A World of Mothers

May 12, 2013

In honor of Mother’s Day, we’ve compiled a list of recent literature that explores mothers of all sorts:  good, bad, deceased, new, and even a little on the crazy side. One thing’s for sure: these moms are anything but ordinary. But let’s be honest. Are any mothers ordinary? Perhaps these works will have us reevaluating the roles our mothers have played in our lives and the lives of others.

  

Cliffs by Olivier Adam, tr. Sue Rose

On the twentieth anniversary of his mother’s suicide, protagonist Olivier finds himself in the same location as the suicide, contemplating how to move away from the past.

 

Are You My Mother?

Are You My Mother? by Alison Bechdel 

In this graphic memoir, Alison Bechdel aspires to answer the big questions concerning the gulf between her and her gifted mother.

 

The Hottest Dishes of the Tartar Cuisine

The Hottest Dishes of the Tartar Cuisine by Alina Bronsky, tr. Tim Mohr

As Rosa Achmetowna relocates her family out of the Soviet Union, family dysfunction takes its toll on the bonds between mother, daughter, and grandmother.

 

Back to Back

“Back to Back” by Julia Franck, tr. Anthea Bell

Set in twentieth-century Germany, this story explores a cruel and unaffectionate mother, Käthe, who puts politics above her own children in order to gain more important sculpting commissions (see WLT, May 2012, p. 56, for this excerpt of the forthcoming novel).

 

“Mother Throws Milk Bottles at Soldiers” by Ilya Kaminsky 

In this poem, bicycling, promiscuous, seminudist, sixty-three-year-old Galya Armolinskaya is the “luckiest Momma in the nation” (see WLT, September 2011, p. 44).

 

“We See Our Mother Go to Bed” by Josefine Klougart, tr. Alexander Weinstein

This flash fiction explores what happens to a family when a mother unexpectedly retires to bed early after dinner (see WLT, September 2012, p. 56).

 

The Greenhouse

The Greenhouse by Audur Ava Olafsdottir, tr. Brian FitzGibbon

The passing of Lobbi’s mother leads him to travel and restore a monastery’s gardens, but a friend and their daughter, who was conceived in his mother’s greenhouse, unexpectedly visit him ushering in the role of father.

 

Petropolis 

Petropolis by Anya Ulinich

Sasha Goldberg makes the decision to become a mail-order bride after losing her father, boyfriend, and baby. Escaping her overbearing mother, she searches for her father in the U.S.

 

Why the Child Is Cooking in the Polenta

Why the Child Is Cooking in the Polenta by Aglaja Veteranyi, tr. Vincent Kling

An unnamed daughter of circus performers takes readers through her day-to-day, unusual life, sharing her anxiety about the possibility her mother will die during a performance.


## Task requirements
Here the job is to return only the lines of the material, exactly, from the first one to the line with "The width and".

## Task input
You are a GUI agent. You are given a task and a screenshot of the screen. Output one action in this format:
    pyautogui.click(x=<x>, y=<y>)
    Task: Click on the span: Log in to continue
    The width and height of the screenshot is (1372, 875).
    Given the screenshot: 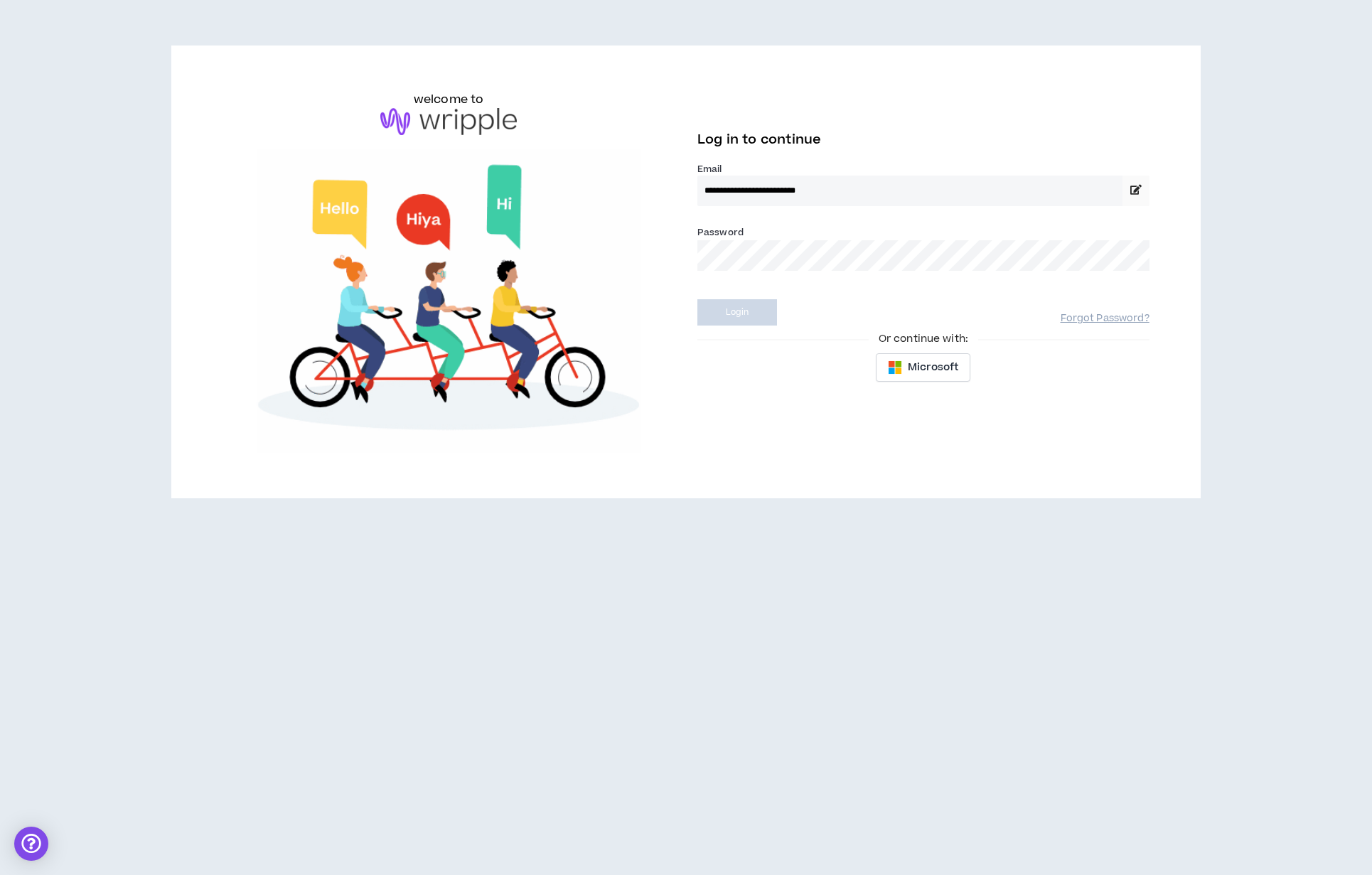 What is the action you would take?
    pyautogui.click(x=760, y=140)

## Response area
You are a GUI agent. You are given a task and a screenshot of the screen. Output one action in this format:
    pyautogui.click(x=<x>, y=<y>)
    Task: Click on the span: Log in to continue
    The width and height of the screenshot is (1372, 875).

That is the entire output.